Chicago (2.7M residents in Illinois) and Atlanta (511K residents in Georgia) differ first on the three numbers nearly every comparison starts with: median household income ($77,902 vs $85,652), median home value ($334,100 vs $439,600), and median rent ($1,440 vs $1,711 per month). Those three are highly correlated within a region but often decouple across regions because they respond to different levers, income tracks the local job market, home values track housing supply plus interest-rate pressure, and rent tracks short-run vacancy. Comparing all three at once is how you spot whether a city is "expensive because people earn a lot" or "expensive despite what they earn."

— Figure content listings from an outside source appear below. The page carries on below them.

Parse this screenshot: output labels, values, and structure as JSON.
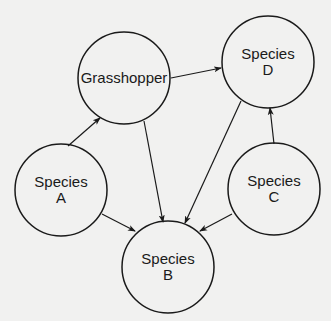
{
  "diagram": {
    "type": "food-web",
    "background_color": "#f1f1f0",
    "stroke_color": "#1a1a1a",
    "nodes": [
      {
        "id": "grasshopper",
        "lines": [
          "Grasshopper"
        ],
        "cx": 124,
        "cy": 78,
        "r": 46
      },
      {
        "id": "species_d",
        "lines": [
          "Species",
          "D"
        ],
        "cx": 268,
        "cy": 62,
        "r": 46
      },
      {
        "id": "species_a",
        "lines": [
          "Species",
          "A"
        ],
        "cx": 61,
        "cy": 190,
        "r": 46
      },
      {
        "id": "species_c",
        "lines": [
          "Species",
          "C"
        ],
        "cx": 274,
        "cy": 189,
        "r": 46
      },
      {
        "id": "species_b",
        "lines": [
          "Species",
          "B"
        ],
        "cx": 168,
        "cy": 267,
        "r": 46
      }
    ],
    "edges": [
      {
        "from": "species_a",
        "to": "grasshopper",
        "x1": 68,
        "y1": 146,
        "x2": 100,
        "y2": 118
      },
      {
        "from": "grasshopper",
        "to": "species_d",
        "x1": 171,
        "y1": 78,
        "x2": 221,
        "y2": 68
      },
      {
        "from": "grasshopper",
        "to": "species_b",
        "x1": 144,
        "y1": 121,
        "x2": 163,
        "y2": 222
      },
      {
        "from": "species_d",
        "to": "species_b",
        "x1": 241,
        "y1": 101,
        "x2": 185,
        "y2": 223
      },
      {
        "from": "species_c",
        "to": "species_d",
        "x1": 274,
        "y1": 144,
        "x2": 270,
        "y2": 108
      },
      {
        "from": "species_a",
        "to": "species_b",
        "x1": 102,
        "y1": 214,
        "x2": 135,
        "y2": 231
      },
      {
        "from": "species_c",
        "to": "species_b",
        "x1": 232,
        "y1": 214,
        "x2": 200,
        "y2": 231
      }
    ]
  }
}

The second layer is the layer most headline comparisons skip. Poverty rate (16.8% vs 16.9%) and unemployment (8% vs 5.9%) describe the distribution under the median, which two cities with similar averages can present very differently. The share with a bachelor's degree or higher (44.3% vs 59.2%) is the single best proxy for income trajectory over the next decade. On healthcare, CMS Hospital Compare credits Chicago with 34 hospitals (avg rating 2.5/5) vs Atlanta's 9 (avg 3/5).

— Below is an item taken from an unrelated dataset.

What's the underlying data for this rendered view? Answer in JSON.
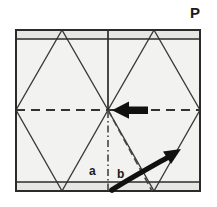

Areazine renders each row with a national-average tick mark precisely so you can tell in one glance whether both cities are above/below the U.S. norm (they often are, cities with active residential markets self-select for certain profiles) rather than focusing on which is "better." For life decisions, where to relocate, where to retire, where to enroll a child in school, pair this page with the individual city profiles below, where health indicators, hospital ratings, school counts, and climate normals appear in full rather than as the compressed single row you see here.

Chicago
Illinois
Pop: 2.7M
Income: $77,902
Home: $334,100
Atlanta
Georgia
Pop: 511K
Income: $85,652
Home: $439,600

Head-to-Head Summary

Side-by-side comparison of Chicago and Atlanta on key metrics
Metric Chicago Atlanta
Population 2.7M 511K
Median Household Income $77,902 $85,652
Median Home Value $334,100 $439,600
Median Rent $1,440/mo $1,711/mo
Poverty Rate 16.8% 16.9%
Unemployment Rate 8% 5.9%
Bachelor's Degree+ 44.3% 59.2%

Population

Source: U.S. Census Bureau ACS 2024 (5-year)
Population
2.7M
Population
511K
Median Age
35.8 yrs
Median Age
34.2 yrs
10-Year Pop Growth
-1%
10-Year Pop Growth
+13%

Economics

Source: U.S. Census Bureau ACS 2024 (5-year)
Median Household Income
$77,902
Median Household Income
$85,652
Median Home Value
$334,100
Median Home Value
$439,600
Median Rent
$1,440
Median Rent
$1,711
Poverty Rate
16.8%
Poverty Rate
16.9%
Unemployment Rate
8%
Unemployment Rate
5.9%
10-Year Income Growth
+53%
10-Year Income Growth
+68%

Education & Work

Source: U.S. Census Bureau ACS 2024 (5-year)
Bachelor's Degree or Higher
44.3%
Bachelor's Degree or Higher
59.2%
Work From Home
21%
Work From Home
29.7%
Public Transit
17.7%
Public Transit
5.7%

Health (CDC PLACES)

Source: CDC PLACES 2023
Frequent Mental Distress
16%
Frequent Mental Distress
17.2%
Obesity
32.6%
Obesity
29.3%
Physical Inactivity
24.7%
Physical Inactivity
21.1%
Smoking
11.9%
Smoking
11.1%
Lack of Health Insurance
13.6%
Lack of Health Insurance
11.3%

Healthcare

Source: CMS Hospital Compare 2024
Hospitals
34
Hospitals
9
Avg Hospital Rating
2.5/5
Avg Hospital Rating
3/5

Demographics

Race categories sum to 100%. Hispanic or Latino is an ethnicity that spans all race categories, shown separately per Census Bureau methodology.

Chicago Population
Race
White 36%
African American 27.9%
Asian 7.3%
Atlanta Population
Race
White 39.1%
African American 46%
Asian 5.3%
Two or More Races 3.3%

Want to compare different cities?

Use our interactive city comparison tool →
Data Sources

Population and economic data from the Census Bureau American Community Survey (2024 5-year estimates). Health data from the CDC PLACES (2023). Hospital data from CMS Hospital Compare (2024). Climate data from NOAA Climate Normals (1991–2020). Cost of living from BEA Regional Price Parities via FRED.

Related

Population is place-level (U.S. Census Bureau). Income, home value, rent, poverty and education are place-level American Community Survey figures; health from CDC PLACES, hospitals from CMS Hospital Compare, climate from NOAA Climate Normals, and cost of living from BEA Regional Price Parities. See our methodology for details.